Footsteps receding. A door opening. Left open. Above the sound of the rain, busy noises from elsewhere in the building, other people on other errands.

Jennifer tried to shift to a more comfortable position in the bed, whereupon she rediscovered not merely the extent of her weakness but the fact that she was paralyzed on her left side. She could not move her left leg or even wiggle her toes. She had no feeling in her left hand or arm.

A deep and terrible dread filled her. She felt helpless and abandoned.

It seemed a matter of the utmost urgency that she recall how she had gotten in this condition and into this place.

She lifted her right arm. Although she realized that it must be thin and frail, it felt heavy.

With her right hand, she touched her chin, her mouth. Dry, rough lips.

They had once been otherwise. Men had kissed her.

A memory glimmered in the darkness of her mind: a sweet kiss, murmured endearments. It was but a fragment of a recollection, without detail, leading nowhere.

She touched her right cheek, her nose. When she explored the left side of her face, she could feel it with her fingertips, but her cheek itself did not register her touch. The muscles in that side of her face felt... twisted.

After a brief hesitation, she slid her hand to her eyes. She traced their contours with her fingertips, and what she discovered caused her hand to tremble.

Abruptly she remembered not only how she had wound up in this -place but everything else, -her life back to childhood all in a flash, far more than she wanted to remember, more than she could -bear.

She snatched her hand away from her eyes and made a thin, awful sound of grief. She felt crushed under the weight of memory.

Margaret returned, shoes squeaking softly.

The glass clinked against the nightstand when she put it down.

“I'll just raise the bed so you'll be able to drink.”

The motor hummed, and the head of the bed began to lift forcing Jennifer into a sitting position.

When the bed stopped moving, Margaret said, “What's wrong, dear? Why, I'd think you were trying to cry ... if you could.”

“Does he still come?” Jennifer asked shakily.
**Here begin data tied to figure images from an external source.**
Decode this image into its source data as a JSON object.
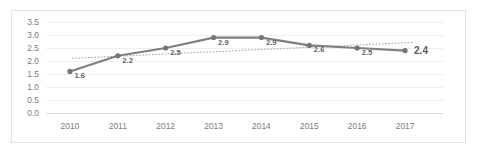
{
  "chart_data": {
    "type": "line",
    "title": "",
    "subtitle": "",
    "xlabel": "",
    "ylabel": "",
    "categories": [
      "2010",
      "2011",
      "2012",
      "2013",
      "2014",
      "2015",
      "2016",
      "2017"
    ],
    "values": [
      1.6,
      2.2,
      2.5,
      2.9,
      2.9,
      2.6,
      2.5,
      2.4
    ],
    "point_labels": [
      "1.6",
      "2.2",
      "2.5",
      "2.9",
      "2.9",
      "2.6",
      "2.5",
      "2.4"
    ],
    "ylim": [
      0.0,
      3.5
    ],
    "yticks": [
      "0.0",
      "0.5",
      "1.0",
      "1.5",
      "2.0",
      "2.5",
      "3.0",
      "3.5"
    ],
    "ytick_values": [
      0.0,
      0.5,
      1.0,
      1.5,
      2.0,
      2.5,
      3.0,
      3.5
    ],
    "grid": true,
    "grid_axis": "y",
    "legend": false,
    "legend_position": "none",
    "series": [
      {
        "name": "series-1",
        "type": "line",
        "values": [
          1.6,
          2.2,
          2.5,
          2.9,
          2.9,
          2.6,
          2.5,
          2.4
        ],
        "color": "#7f7f7f",
        "marker": "circle",
        "show_labels": true
      },
      {
        "name": "trendline",
        "type": "trendline",
        "style": "dotted",
        "color": "#a6a6a6",
        "start_value": 2.1,
        "end_value": 2.72,
        "show_labels": false
      }
    ],
    "colors": {
      "series": "#7f7f7f",
      "trendline": "#a6a6a6",
      "marker": "#757575",
      "gridline": "#eceff1",
      "axis": "#d9d9d9",
      "tick_text": "#7b7b7b",
      "label_text": "#5f5f5f",
      "border": "#e2e2e2",
      "background": "#ffffff"
    }
  }
}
“Of course, he does. At least twice a week. You were even alert on one of his visits a few days ago. Don't you remember?”

“No. I.. .I...”

“He's very faithful.”

Jennifer's heart was racing. A pressure swelled across her chest.

Her throat was so tight with fear that she had trouble speaking: “I don't... don't ”What's the matter, Jenny?“ don't want him here!”

“Oh, now, you don't mean that.”

“Keep him out of here.”

“He's so devoted.”

"No. He's . . . he's . .

“At least twice a week, and he sits with you for a couple of hours, whether you're with us or wrapped up inside yourself.”

Jennifer shuddered at the thought of him in the room, by the bed, when she was not aware of her surroundings.

She reached out blindly, found Margaret's arm, squeezed it as tightly as she could. “He's not like you or me,” she said urgently.

“Jenny, you're upsetting yourself” “He's different” Margaret put her hand on jennifer's, gave it a reassuring squeeze.

“Now, I want you to stop this, Jenny.”

“He's inhuman.”

“You don't mean that. You don't know what you're saying.”

“He's a monster.”

“Poor baby. Relax, honey.” A hand touched Jennifer's forehead, began to smooth away the furrows, brush the hair back "Don't get yourself excited. Everything'll be all right. You're going to be fine, baby.

Just settle down, easy now, relax, you're safe here, we love you here, we'll take good care of you...

After more of that, Jennifer grew calmerbut no less afraid.